I spent the weekend in chilly Williamsburg, attending my first VTLA convention. The convention featured two appellate presentations, one from John Davidson and another from Roger Creager. Both were excellent. John probably had a slight advantage, because his came with lunch, but I’d like to pick up on a point that Roger made: the winner in the trial court wins on appeal in the vast majority of cases.

Using statistics available on the Supreme Court’s website, Roger calculated that, in 2008 (the most recent year for which statistics are available), 416 civil petitions for appeal were filed. Of those, only 108 appeals, or 26%, were granted. I’d quibble with Roger’s exact figures–for example, I don’t think they account for petitions that were dismissed on procedural grounds–but his basic point is sound: the party who won below has a huge systemic advantage on appeal. If an appeal is not granted, for any reason, it’s game over–and the appellee wins by definition.

In fact, Roger understates his point by not including petitions dismissed on procedural grounds. Using the same caseload statistics, I’d put the figure for civil petitions for appeal granted at about 19% (assuming that the Court’s figures account for petitions that were withdrawn, granted on a petition for rehearing, etc.) This means that appellees won 4 of 5 appeals right out of the gate.

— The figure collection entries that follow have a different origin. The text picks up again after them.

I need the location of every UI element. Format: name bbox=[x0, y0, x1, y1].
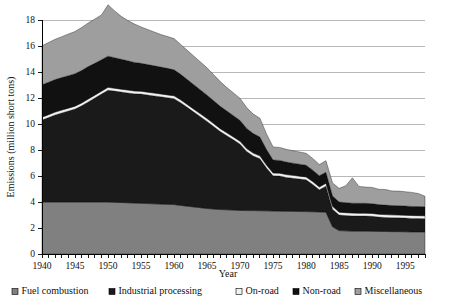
legend-label-on-road: On-road bbox=[246, 285, 279, 296]
y-tick-label: 16 bbox=[26, 41, 36, 51]
y-axis-title: Emissions (million short tons) bbox=[5, 77, 17, 198]
legend-label-industrial-processing: Industrial processing bbox=[119, 285, 203, 296]
y-tick-label: 14 bbox=[26, 67, 36, 77]
y-tick-label: 0 bbox=[30, 249, 35, 259]
area-bands bbox=[42, 5, 425, 254]
x-tick-label: 1955 bbox=[132, 261, 151, 271]
y-tick-label: 6 bbox=[30, 171, 35, 181]
legend-swatch-industrial-processing bbox=[109, 289, 115, 295]
legend-swatch-fuel-combustion bbox=[12, 289, 18, 295]
y-tick-label: 12 bbox=[26, 93, 36, 103]
x-tick-label: 1990 bbox=[363, 261, 382, 271]
y-tick-label: 2 bbox=[30, 223, 35, 233]
y-tick-label: 4 bbox=[30, 197, 35, 207]
legend-label-fuel-combustion: Fuel combustion bbox=[22, 285, 89, 296]
x-axis-title: Year bbox=[219, 268, 238, 279]
chart-legend: Fuel combustionIndustrial processingOn-r… bbox=[12, 285, 422, 296]
legend-label-miscellaneous: Miscellaneous bbox=[365, 285, 423, 296]
legend-swatch-on-road bbox=[236, 289, 242, 295]
stacked-area-chart: 1940194519501955196019651970197519801985… bbox=[0, 0, 454, 305]
y-tick-label: 10 bbox=[26, 119, 36, 129]
legend-label-non-road: Non-road bbox=[303, 285, 341, 296]
legend-swatch-miscellaneous bbox=[355, 289, 361, 295]
x-tick-label: 1995 bbox=[396, 261, 415, 271]
x-axis-ticks bbox=[42, 254, 425, 258]
y-axis-ticks bbox=[38, 20, 42, 254]
x-tick-label: 1960 bbox=[165, 261, 184, 271]
x-tick-label: 1980 bbox=[297, 261, 316, 271]
y-tick-label: 8 bbox=[30, 145, 35, 155]
x-tick-label: 1975 bbox=[264, 261, 283, 271]
x-tick-label: 1940 bbox=[33, 261, 52, 271]
legend-swatch-non-road bbox=[293, 289, 299, 295]
chart-container: 1940194519501955196019651970197519801985… bbox=[0, 0, 454, 305]
x-tick-label: 1965 bbox=[198, 261, 217, 271]
x-tick-label: 1985 bbox=[330, 261, 349, 271]
y-axis-tick-labels: 024681012141618 bbox=[26, 15, 36, 259]
y-tick-label: 18 bbox=[26, 15, 36, 25]
x-tick-label: 1945 bbox=[66, 261, 85, 271]
x-tick-label: 1950 bbox=[99, 261, 118, 271]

And things weren’t all that much better once an appeal was granted. That’s to be expected, because the Supreme Court of Virginia is not solely a court of error correction. Of the 124 cases decided by opinion in 2008, 54–or 43.5%–affirmed the decision below. Another 81 cases were decided by orders. We don’t know how those came out, but it’s reasonable to assume that they basically tracked the split for cases decided by opinion.

By Roger’s figures, this means that the party who won in the trial court won on appeal 7 out of 8 times in 2008. My figures are even more favorable to appellees. By my count, they won about 92% of the civil appeals in 2008.

The point of this exercise is that it pays to be a winner in the trial court. If 4 out of 5 petitions for appeal never make it to the merits stage, then a good result below gives you a little margin for error.